Source data:
== == ==

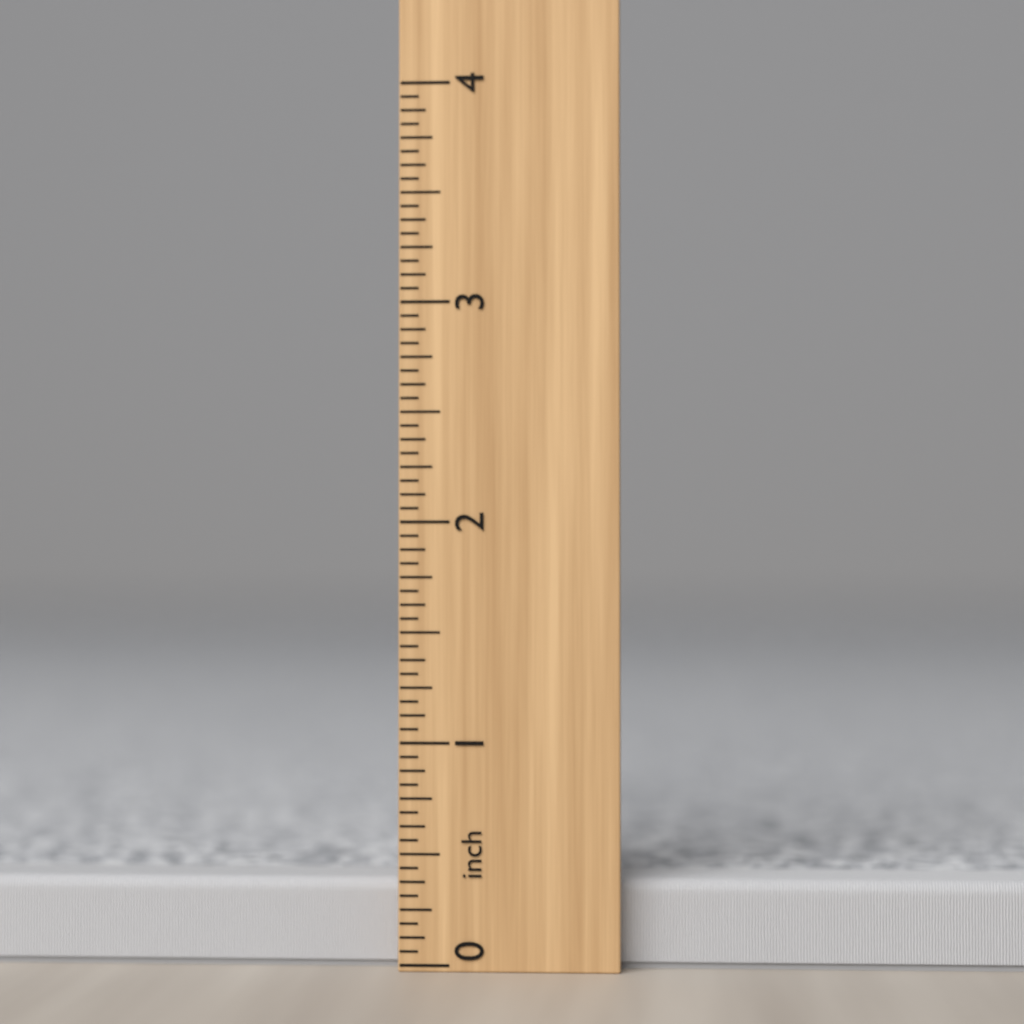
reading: 0.3750 inch
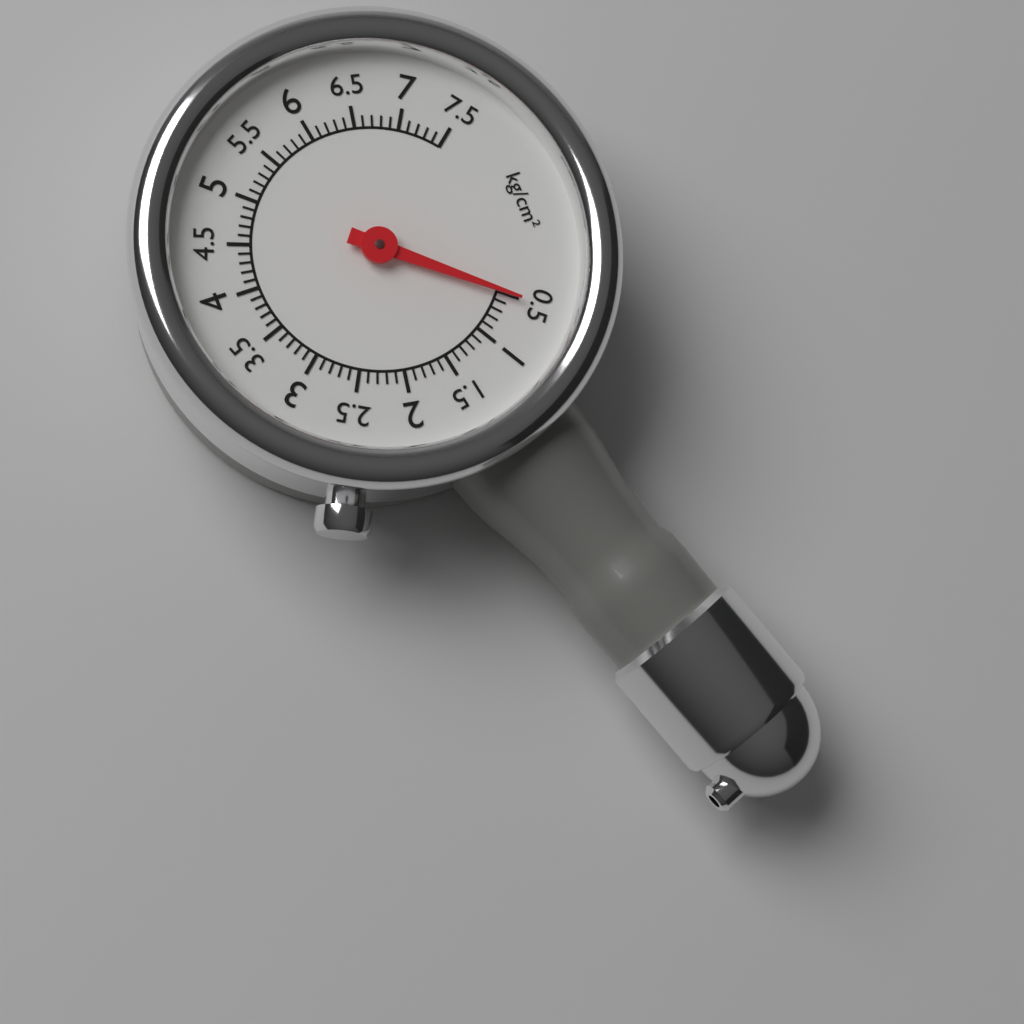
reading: 0.5 kg/cm²
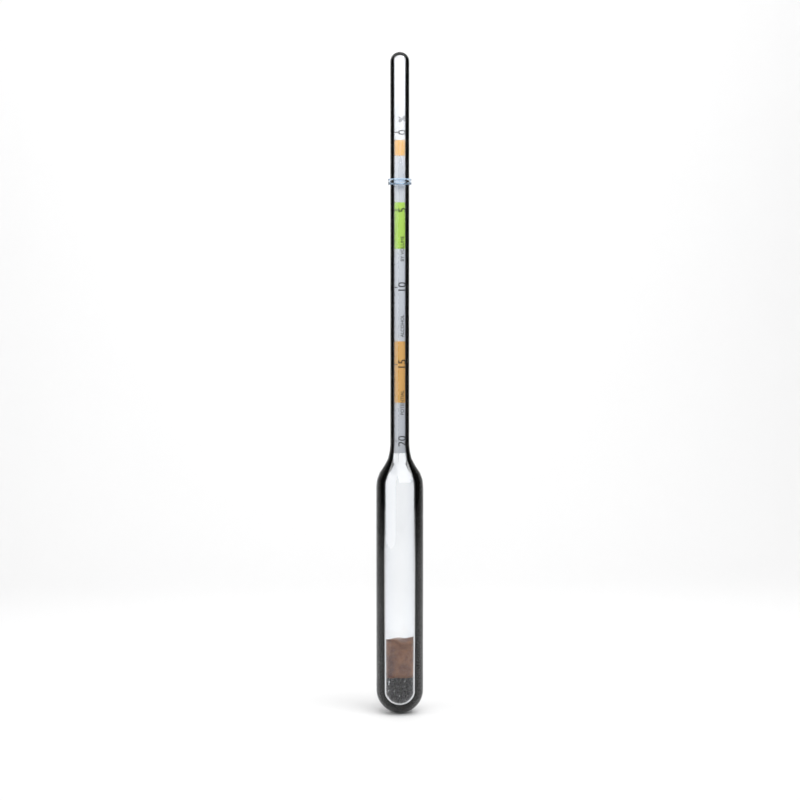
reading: 3.0 %
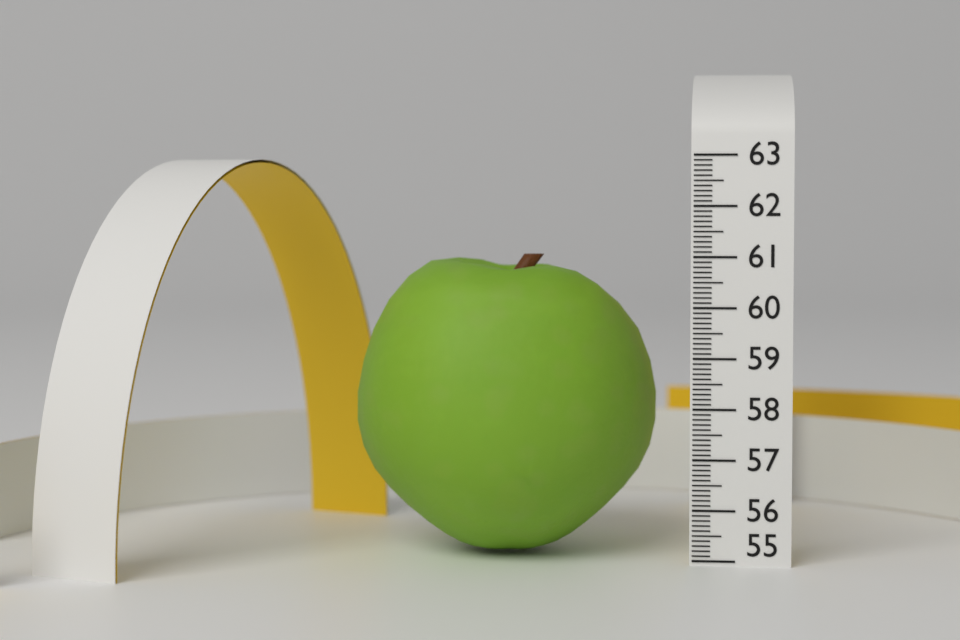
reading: 61.0 (no unit)
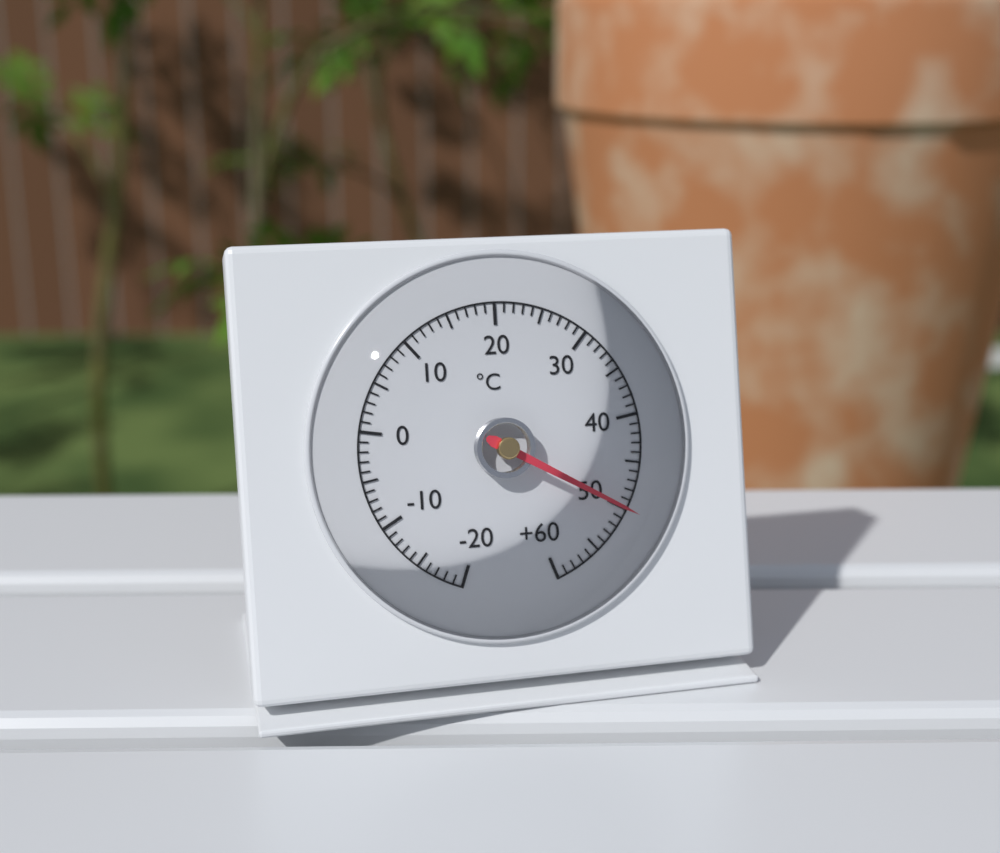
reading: 50 °C
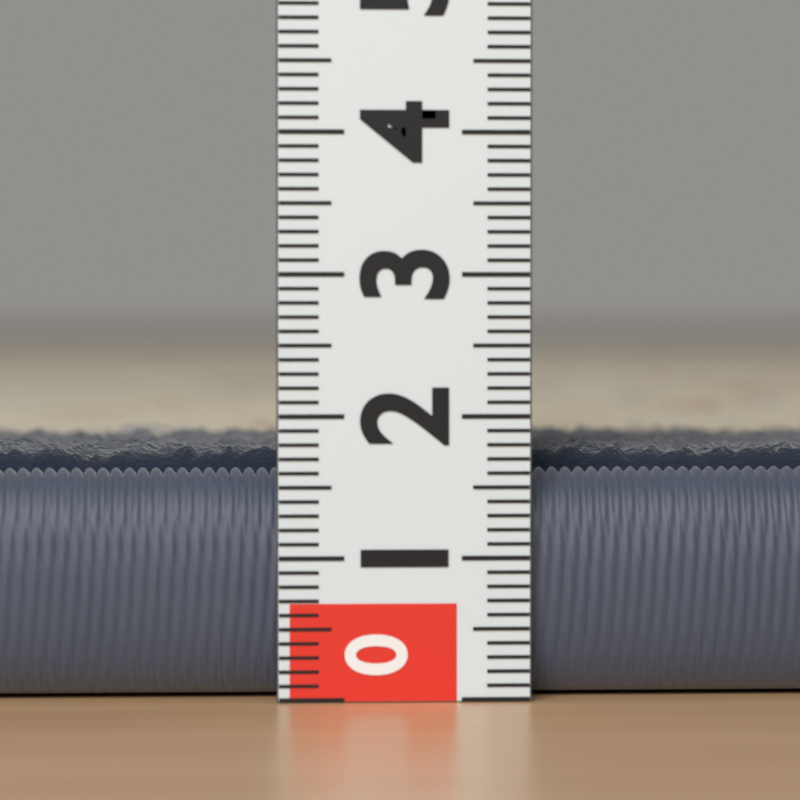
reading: 1.8 (no unit)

== == ==

Task directions: Please hand back every entry above exactly, with no images in the copy.

Exercise solution:
reading: 0.3750 inch
reading: 0.5 kg/cm²
reading: 3.0 %
reading: 61.0 (no unit)
reading: 50 °C
reading: 1.8 (no unit)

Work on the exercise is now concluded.